ABC HASN’T VIEWED VIDEO

VIDEOTAPE that might contain footage of the explosion that wounded ABC News anchor Bob Woodruff and cameraman Doug Vogt in Iraq is now in the hands of ABC News executives in New York.

But they haven’t yet viewed the tape, nor removed it from the damaged camera in which it is loaded, a spokesman for ABC News said yesterday.

Vogt, 46, was shooting videotape of Woodruff, 44, and the surrounding area as the two were standing with their upper bodies exposed in an Iraqi military vehicle when their convoy was attacked by a roadside IED (improvised explosive device).

Both men were seriously wounded and are now being treated at Bethesda Naval Hospital in Maryland.

The camera Vogt was using was brought along with them as they made their journey from Iraq – via Landstuhl, Germany – to Andrews Air Force Base in Maryland, where they landed Tuesday.

“It was hand-carried back from Iraq to Germany to Washington and now to New York,” the ABC News spokesman said. “The tape is still in the camera.”

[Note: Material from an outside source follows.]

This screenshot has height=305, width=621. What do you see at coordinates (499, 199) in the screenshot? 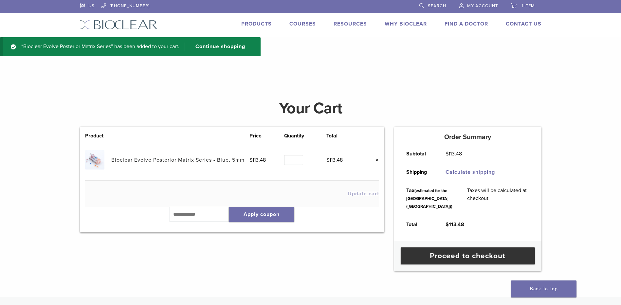
I see `td: Taxes will be calculated at checkout` at bounding box center [499, 199].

He didn’t specify why the tape had not yet been removed, but he did say the camera was “banged up” in the attack.

Since ABC News execs have not yet seen what is on the tape, they do not know how much, if any, of the explosion and its aftermath were recorded.

Nor can they yet determine whether the videotape is suitable for airing on TV.

Such a decision “would be according to the same standards that we would apply to any war footage,” the spokesman said.

TV news organizations often shy away from airing war footage they judge to be too graphic for their viewers.